• _INSTRUCTIONS TO FOLLOW_: Transcribe the records below exactly as they appear, omitting any pictures.

***** PROVIDED ENTRIES

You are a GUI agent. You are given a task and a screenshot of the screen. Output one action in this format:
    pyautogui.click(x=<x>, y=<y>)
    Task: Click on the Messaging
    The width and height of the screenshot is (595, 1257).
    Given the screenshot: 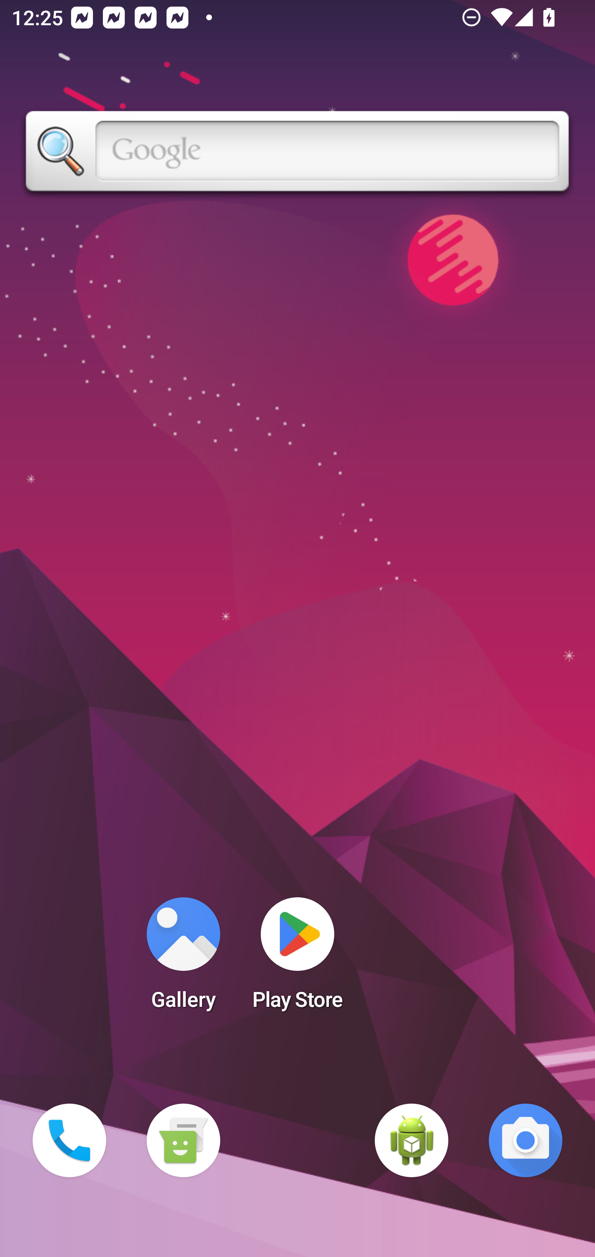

**********

• _TASK SOLUTION_:
You are a GUI agent. You are given a task and a screenshot of the screen. Output one action in this format:
    pyautogui.click(x=<x>, y=<y>)
    Task: Click on the Messaging
    The width and height of the screenshot is (595, 1257).
    Given the screenshot: 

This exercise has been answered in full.